# REQUIREMENT:
When you come to a picture, pass over it, and set down the entries below exactly.

# GIVEN ENTRIES:

● ● ●

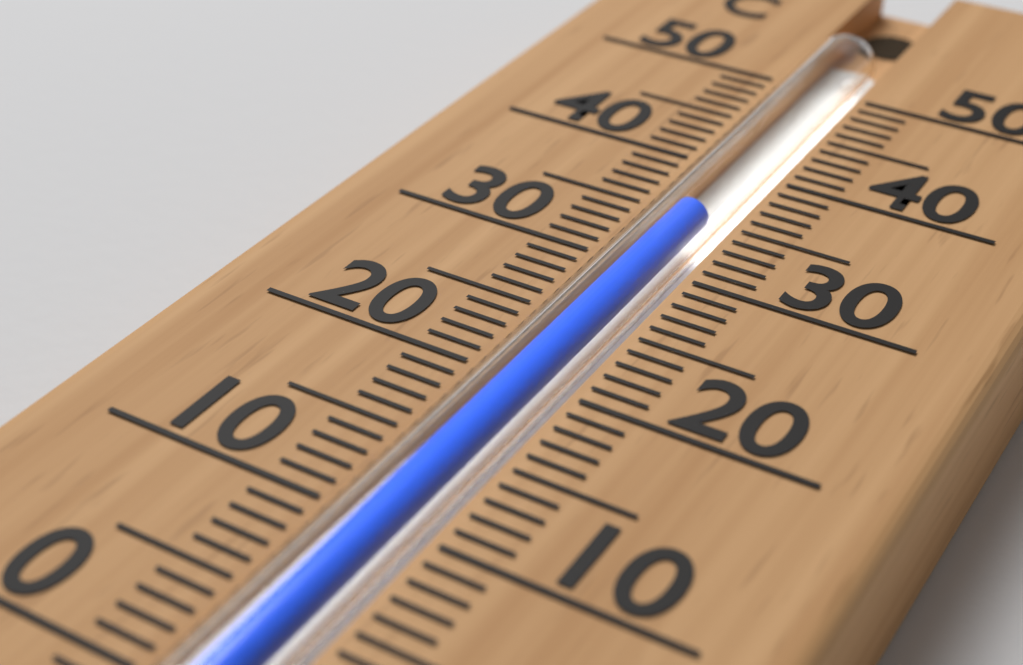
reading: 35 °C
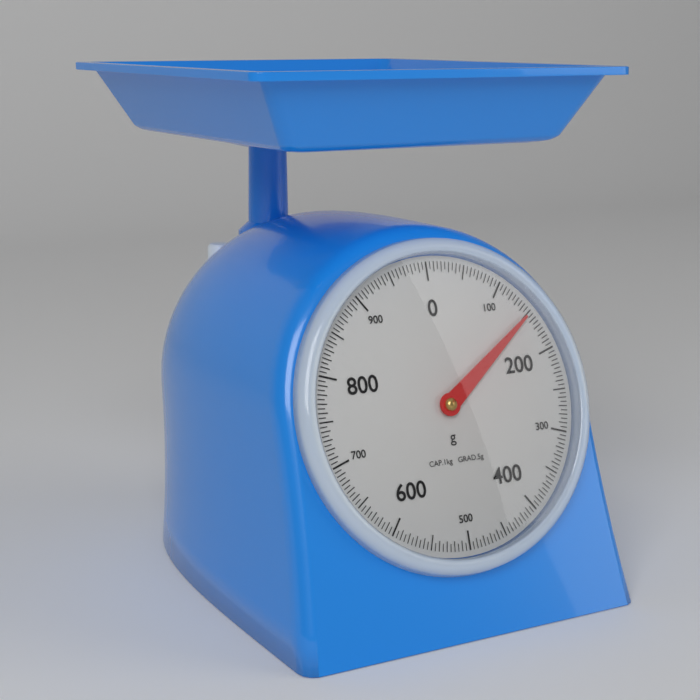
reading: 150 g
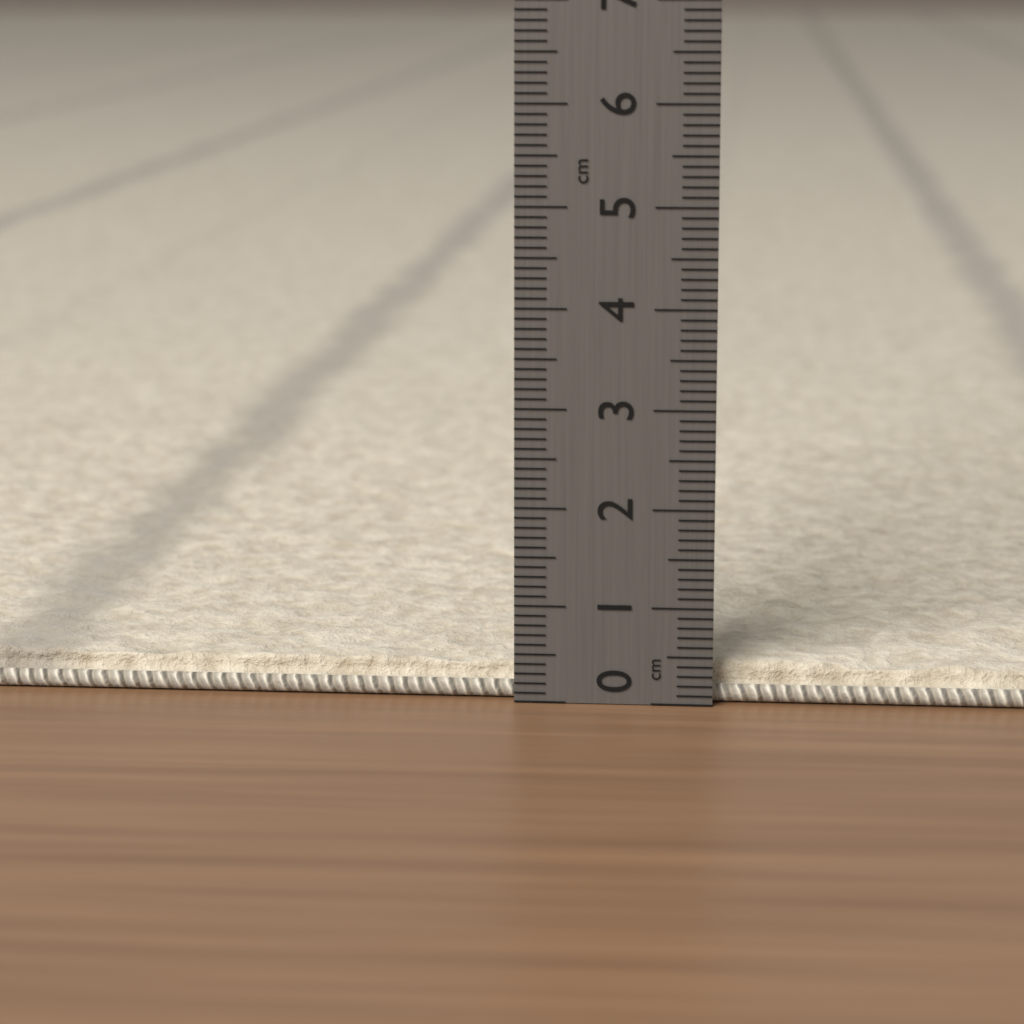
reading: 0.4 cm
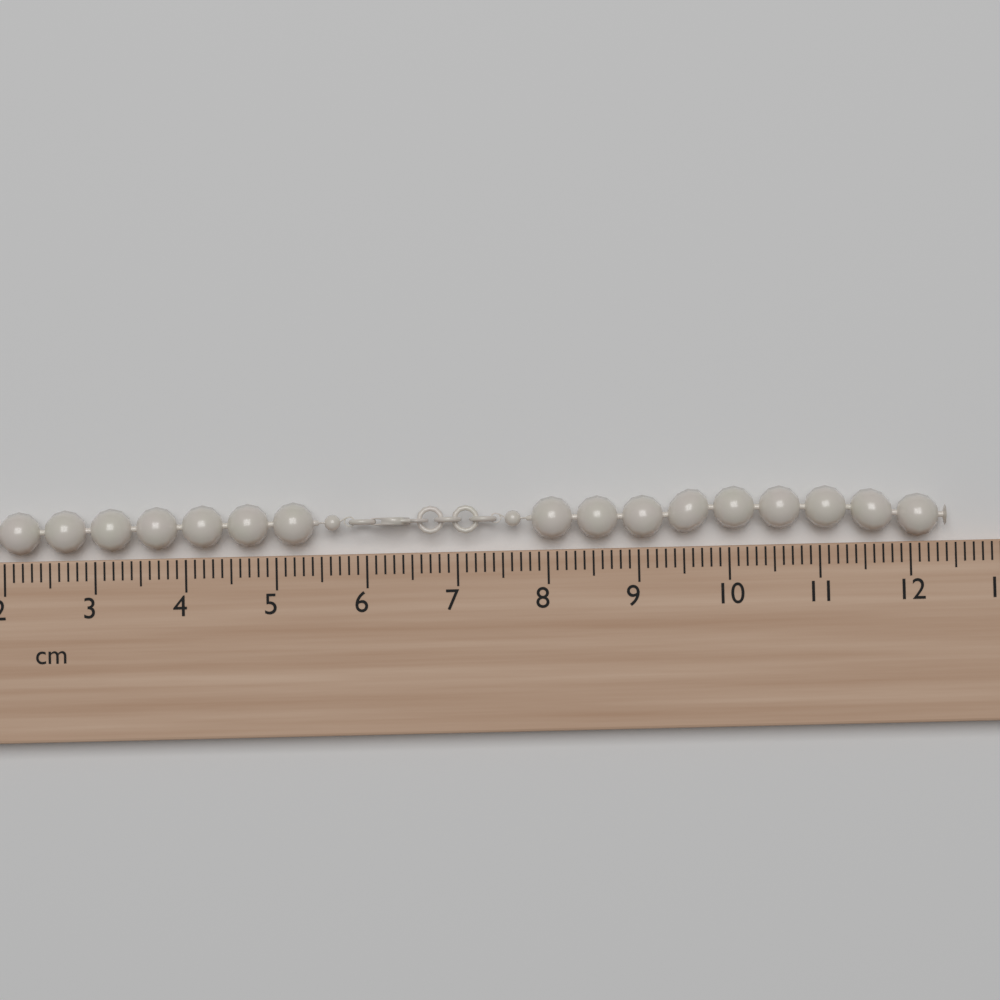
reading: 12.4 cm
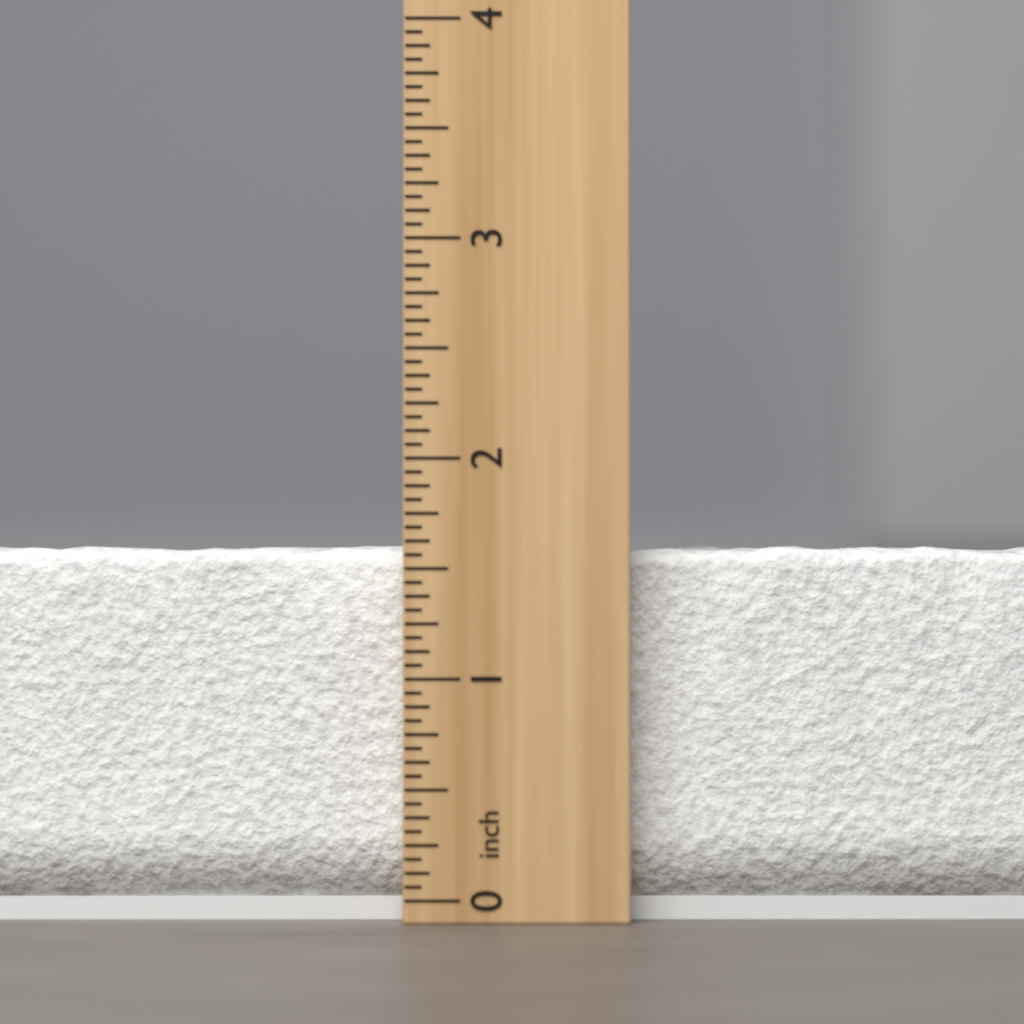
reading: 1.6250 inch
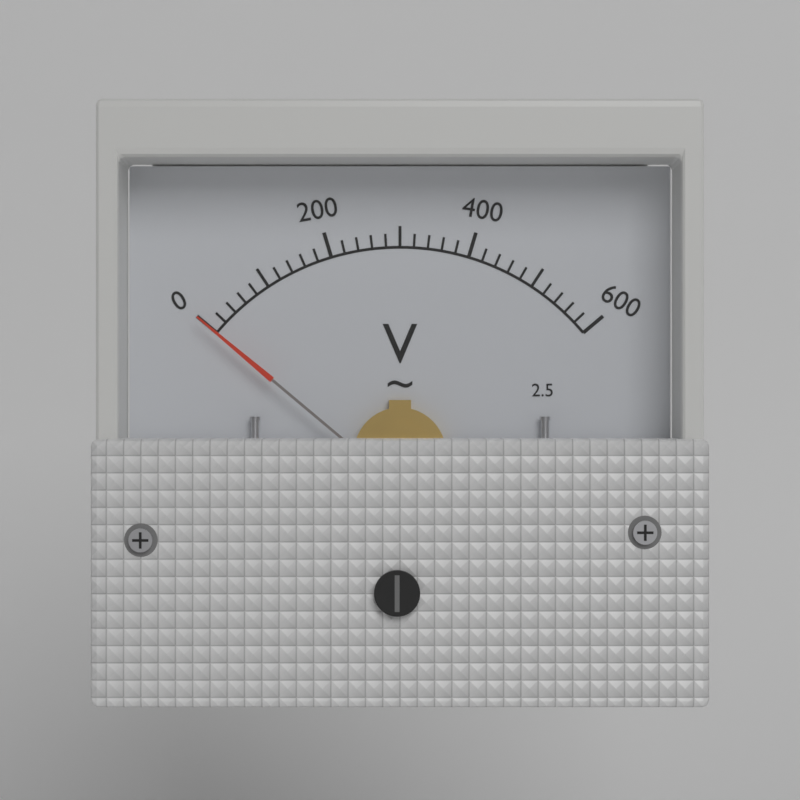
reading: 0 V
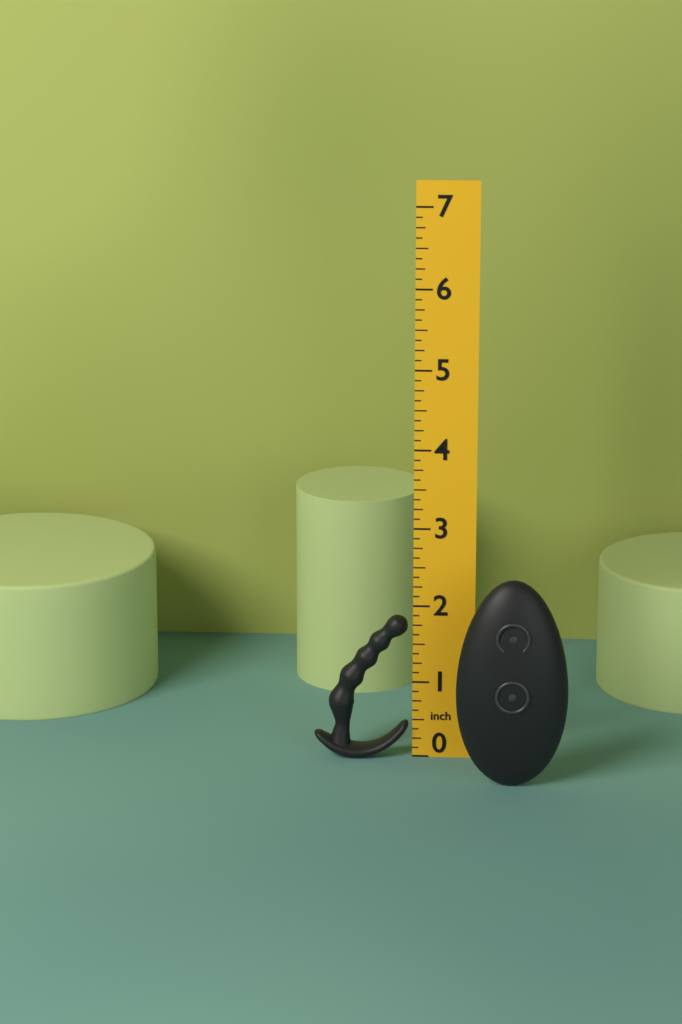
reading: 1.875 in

● ● ●

# WRITTEN ANSWER:
reading: 35 °C
reading: 150 g
reading: 0.4 cm
reading: 12.4 cm
reading: 1.6250 inch
reading: 0 V
reading: 1.875 in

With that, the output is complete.